Sunday, May 26, 2024

Service industry killing America

Eric Thieleman

Last Friday, I traveled into Wells Hall to see Michael Moore’s new “documentary,” “Capitalism: A Love Story.”

Although the movie had positives and negatives in its own right, I was more interested in the subject of America’s industry, which seemed a minor detail.

Moore is a documentary version of a “shock jock,” and is in the business to get people to both champion his views and criticize them; however, besides disagreeing with his motives on most issues, I have no problem with him. In fact, I would say I agree with many of his conclusions, such as the one stating corporate America has a very influential role in American government and that leads to many of our nation’s problems.

Moore believes this corporate takeover has come at the greatest cost of American jobs and negatively affecting the poor. Although that might be true, it should not be the primary concern of the problem. That concern is the lack of industry we have been left with.

Moore often focuses on General Motors Co. in Flint in this new film, as well as in his first film “Roger and Me.” I, having been to Flint on numerous occasions, understand Flint is very poor and its citizens have no jobs, but what about the industry?

I am not talking about General Motors itself. What about the smaller businesses employing fewer than 100 people who are intertwined with GM?

Those industries are the ones suffering, not GM. GM has been absorbed into the government, and, for all intents and purposes, has been bailed out of its hardships. However, the small suppliers to GM and companies supplying those suppliers have been given the proverbial middle finger and told to float or sink.

Perhaps I am biased on this because of the fact both of my parents work for small suppliers to corporations such as Lear Corp. and Federal Mogul Corp., but do I not raise a point? My parents are both in management in their respective companies, so I have come to understand the money and logic aspect of the problem over the usual sob story about how hard the assembly line worker has worked to just get fired.

Frankly, that is business. No matter what industry you work in, if you are dispensable, then you will be dispensed of if necessary. Although I feel for those who are unemployed, on many occasions it is their own doing. The trick is to make yourself indispensable. Unless you are willing to do that, you can be sure of your fate in hard times.

I have observed the struggle for employers to pay health care costs, foreign nations being allowed to destroy our industry, as well as the costs of resources sky rocketing. This is not an ailment that government handouts can cure — nor is there any such ailment. It’s a process of doing things that must change.

American industry, as I have mentioned on numerous occasions in my columns, is at war not just with industry abroad but with America itself.

People need to understand just how critical these times are. We are moving into a new era in America, one which will see not just some, but all industrial jobs vanish from our shores while more and more McDonald’s and Starbucks are popping up.

The service industry is invading America, and we are allowing it to happen. To be sure, if this invader had a nation and an ideology, we would have a problem with it.

Instead of forcing the employers of a small supplier to pay an astronomical price for health insurance of their employees, why don’t we weaken the influence multinational corporations have on our government? Instead of allowing more than 90 percent of items in Wal-Mart come from China and other foreign nations, why don’t we bite the bullet and force those items to be made in America?

If you want jobs and money in the economy, you need to grow industry in America.

When we accept that free trade and foreign goods is not the be-all, end-all, we can allow America to show the industrial power it showed throughout the first half of the 20th century, especially in World War II. It is time to start making things in America for Americans and let foreign nations profit off their own people. We must take America back from its corporate handlers and give it to Americans.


**Required work**
Give the entries again exactly, without pictures.

**Data for this exercise**
——
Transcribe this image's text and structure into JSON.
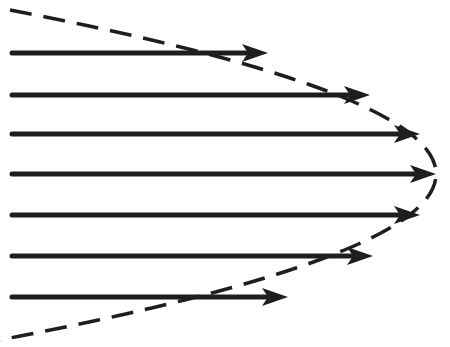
{
  "diagram": {
    "type": "velocity-profile",
    "colors": {
      "background": "#ffffff",
      "arrow": "#1e1e1e",
      "envelope": "#1e1e1e"
    },
    "start_x": 12,
    "arrows": [
      {
        "y": 53,
        "tip_x": 268
      },
      {
        "y": 95,
        "tip_x": 370
      },
      {
        "y": 134,
        "tip_x": 420
      },
      {
        "y": 174,
        "tip_x": 436
      },
      {
        "y": 215,
        "tip_x": 420
      },
      {
        "y": 256,
        "tip_x": 373
      },
      {
        "y": 297,
        "tip_x": 288
      }
    ],
    "envelope": {
      "style": "dashed",
      "top": {
        "x": 10,
        "y": 10
      },
      "vertex": {
        "x": 436,
        "y": 174
      },
      "bottom": {
        "x": 10,
        "y": 340
      }
    }
  }
}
——
**Exercise response**
Transcribe this image's text and structure into JSON.
{
  "diagram": {
    "type": "velocity-profile",
    "colors": {
      "background": "#ffffff",
      "arrow": "#1e1e1e",
      "envelope": "#1e1e1e"
    },
    "start_x": 12,
    "arrows": [
      {
        "y": 53,
        "tip_x": 268
      },
      {
        "y": 95,
        "tip_x": 370
      },
      {
        "y": 134,
        "tip_x": 420
      },
      {
        "y": 174,
        "tip_x": 436
      },
      {
        "y": 215,
        "tip_x": 420
      },
      {
        "y": 256,
        "tip_x": 373
      },
      {
        "y": 297,
        "tip_x": 288
      }
    ],
    "envelope": {
      "style": "dashed",
      "top": {
        "x": 10,
        "y": 10
      },
      "vertex": {
        "x": 436,
        "y": 174
      },
      "bottom": {
        "x": 10,
        "y": 340
      }
    }
  }
}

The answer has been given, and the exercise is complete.